I'm sold, following you from planetscale though i haven't used planetscale ever.
Thank you 😍
Me too 😊
Started a Laravel/Inertia/Vue project this week. I am still very much slower in writing php, but you can just 'feel' how powerful this stack is.
The old VILT stack. Easily my favorite.
With Arms Wide Open, Under ... Laravel. Welcome to this place, I'll show you everything - Aaron's Ringtone
😂 bravo
For a PHP developer like me who is primarily backend person; livewire is awesome! It's like writing php for front-end.
livewire is actually JS
@@hakanayayes he said it in the video lol.
Livewire handles every single part of the JS without writing js. All ajax requests are handled under the hood.

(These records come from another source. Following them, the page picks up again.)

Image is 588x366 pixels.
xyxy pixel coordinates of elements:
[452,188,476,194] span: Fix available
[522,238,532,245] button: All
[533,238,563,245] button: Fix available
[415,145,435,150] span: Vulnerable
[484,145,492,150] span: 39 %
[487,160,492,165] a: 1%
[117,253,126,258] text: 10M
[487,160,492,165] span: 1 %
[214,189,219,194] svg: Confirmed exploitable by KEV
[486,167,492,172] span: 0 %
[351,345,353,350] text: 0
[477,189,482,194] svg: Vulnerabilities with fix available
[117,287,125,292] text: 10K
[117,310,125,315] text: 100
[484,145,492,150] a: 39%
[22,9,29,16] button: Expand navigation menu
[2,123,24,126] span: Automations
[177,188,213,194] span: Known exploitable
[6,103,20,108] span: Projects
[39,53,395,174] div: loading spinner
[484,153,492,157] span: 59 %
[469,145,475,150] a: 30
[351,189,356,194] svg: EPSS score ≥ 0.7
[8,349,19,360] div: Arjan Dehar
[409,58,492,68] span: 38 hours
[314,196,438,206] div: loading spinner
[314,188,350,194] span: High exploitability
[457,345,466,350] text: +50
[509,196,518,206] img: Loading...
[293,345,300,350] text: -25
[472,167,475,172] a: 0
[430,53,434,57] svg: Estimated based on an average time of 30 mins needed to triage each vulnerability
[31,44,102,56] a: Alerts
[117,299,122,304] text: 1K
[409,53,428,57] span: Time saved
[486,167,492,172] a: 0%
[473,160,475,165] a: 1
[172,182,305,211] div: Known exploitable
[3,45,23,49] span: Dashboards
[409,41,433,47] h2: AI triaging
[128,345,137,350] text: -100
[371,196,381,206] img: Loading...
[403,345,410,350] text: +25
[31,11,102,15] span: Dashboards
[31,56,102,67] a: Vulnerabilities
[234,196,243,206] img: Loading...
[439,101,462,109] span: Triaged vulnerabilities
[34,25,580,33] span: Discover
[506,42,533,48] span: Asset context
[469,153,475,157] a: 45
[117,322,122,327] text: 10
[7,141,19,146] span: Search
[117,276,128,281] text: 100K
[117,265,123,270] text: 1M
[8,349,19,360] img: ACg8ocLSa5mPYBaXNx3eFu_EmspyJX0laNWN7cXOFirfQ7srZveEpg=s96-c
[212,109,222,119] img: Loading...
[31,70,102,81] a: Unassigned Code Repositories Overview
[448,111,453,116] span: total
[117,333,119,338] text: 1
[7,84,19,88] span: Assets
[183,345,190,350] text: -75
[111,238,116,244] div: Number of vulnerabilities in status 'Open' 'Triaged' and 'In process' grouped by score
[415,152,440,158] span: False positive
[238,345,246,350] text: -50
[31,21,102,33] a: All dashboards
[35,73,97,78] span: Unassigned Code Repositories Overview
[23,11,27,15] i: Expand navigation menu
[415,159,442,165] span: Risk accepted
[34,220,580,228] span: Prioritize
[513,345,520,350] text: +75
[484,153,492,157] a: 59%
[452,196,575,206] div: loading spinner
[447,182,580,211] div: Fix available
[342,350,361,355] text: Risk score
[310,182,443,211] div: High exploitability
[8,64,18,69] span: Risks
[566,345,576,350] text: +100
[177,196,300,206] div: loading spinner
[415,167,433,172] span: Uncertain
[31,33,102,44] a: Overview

Please make A video about LARAVEL+HTMX supremacy
At this point, everything seems better than react
I've never understood why? Why, if you have available all of the periphenalia in Laravel itself, would you want to add more javascript just for the sake or the snappy-ness? What is exactly wrong with "old school" approach of building web apps? I don't get it.
Gosh this is such a good video. The intro made me laugh 😂
This is the content I’m here for!
Haha thank you
This is the best explanation I've seen for how the different layers (back end, network, front end) work together and which frameworks cover which parts.
Also, love how you visualized where Livewire sits in all of this. Really well done! Thank you.
Thank you Justin!!
I heard there was drama on xitter about react vs Laravel. And now this! Thanks for talking sense, Aaron
🫡
html+jquery
Oh god, I can't believe it. I am so happy someone popular is actually clearing up those weird concepts that FE people have smashing NEXTJS everywhere and calling it full stack
Livewire for the win.
Already have a running Laravel and vue. I will try later the react
you kind of look like Preston from the youtube channel "gentleman's gazette" lol, but less skinny
Less skinny... You mean fatter? 🧐
@@aarondfrancis ahahahahhaa I would never dare 🛐
Php jobs pay sh.t but knowing react you get 20% more upfront, so ok, although still not enough for me to touch frontend.
I have been using inertia with react and laravel.
Great right?
I have been using inertia with vue and laravel
Just here for the comments, especially from those brainwashed to believe you can't built anything with anything other than react.
Guys, hear me out. Laravel + Angular 😳
I think this video really necessary today. I use Laravel 9 years already and started using React in the v15, and I see a huge hate on the Laravel community about React that I can't understand. Laravel is the most amazing framework in my opinion and I think that the power of the interaction and management of React complements this ecosystem so well.
This is so great! You are such a good advocate for PHP. Please keep doing what you're doing! Just let people use what works for them.
I've had a bit of JS burnout lately and so I've gone back to using PHP but I've gone ultra minimalist this time with zero JS on the front-end and even using a classless CSS framework that is literally just a "drop-in and forget" solution to styling.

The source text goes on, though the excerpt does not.